The tool lived in an isolated environment, separate from the main game level and game loop entirely. This simplified some aspects, but then also required manually handling or mocking features that other aspects of the game depended upon (global state, etc). This resulted in lost time debugging or writing difficult-to-maintain band-aid code just to keep the tool in a semi-functional state.

I think in the future I will keep ideas like this in mind, but not start on them until I can accurately quantify their value and necessity, or lack thereof.
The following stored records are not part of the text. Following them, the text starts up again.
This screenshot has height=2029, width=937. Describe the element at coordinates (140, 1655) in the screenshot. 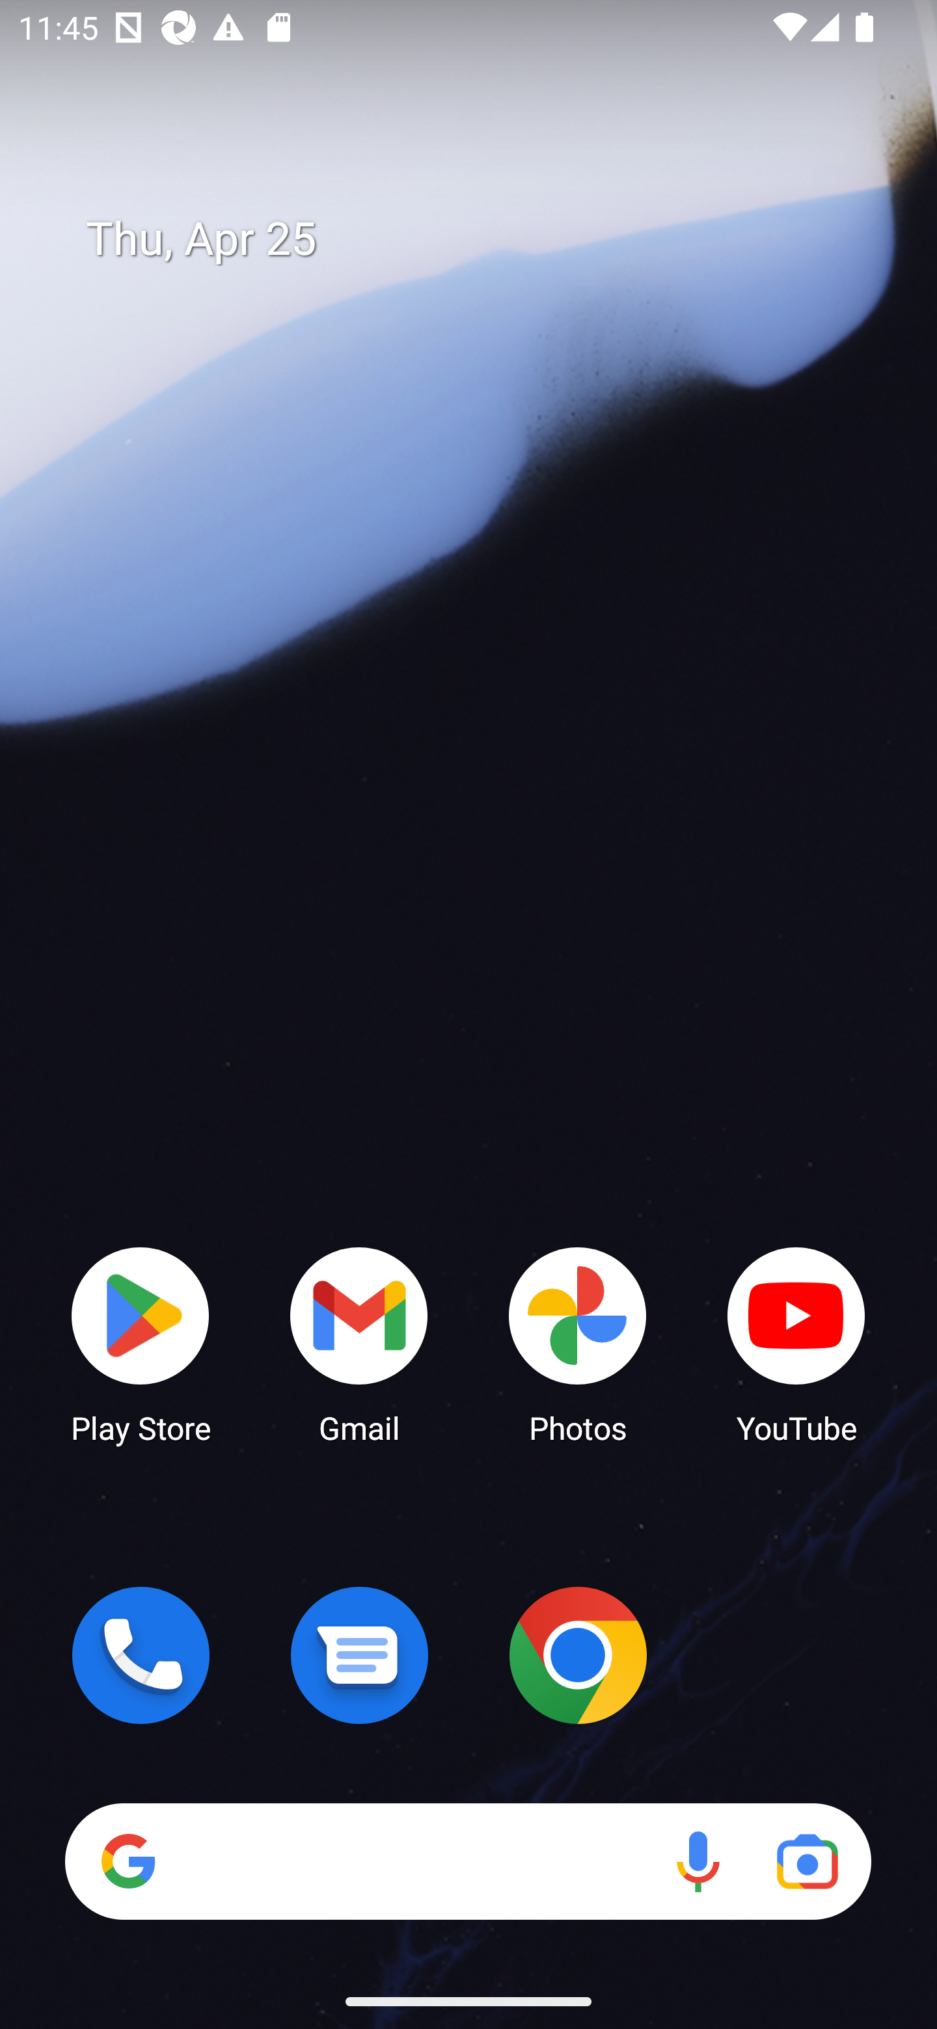

I see `Phone` at that location.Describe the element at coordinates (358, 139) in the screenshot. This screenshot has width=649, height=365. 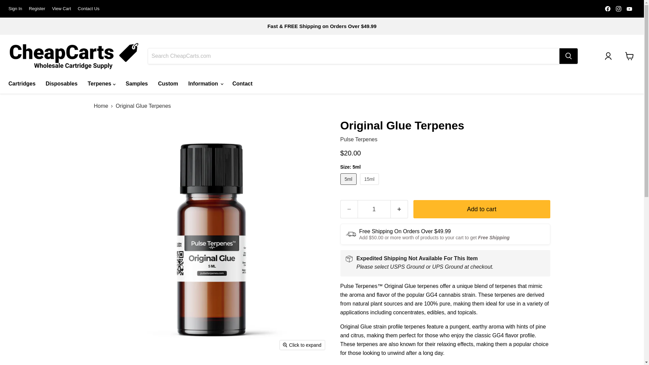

I posit that balance testing is best implemented using the main game loop after adding most of the MVP features, and probably achievable in several different ways that don’t require parallel development. In the future I will try cheat scripts or loadable scenes or scenarios - tools that would automate playing the game using the main game loop and potentially apply a heuristic towards a specific goal.

Wrap-Up

I enjoyed working with Godot and will continue to use it in the future. I will also continue the practice of extending the repertoire of tools available to me to make games. Expect future discussions on engines and the tools available in the future. (For example, I have started experimenting with GDExtensions.)

I hope the tools and topics discussed here provide insight or value to anyone working on their own projects. I also hope that my work inspires someone else to make their own game, even if unrelated. I have found making games a rewarding practice, and I look forward to continuing my journey to make larger and more engaging experiences. Please join me for the journey ahead!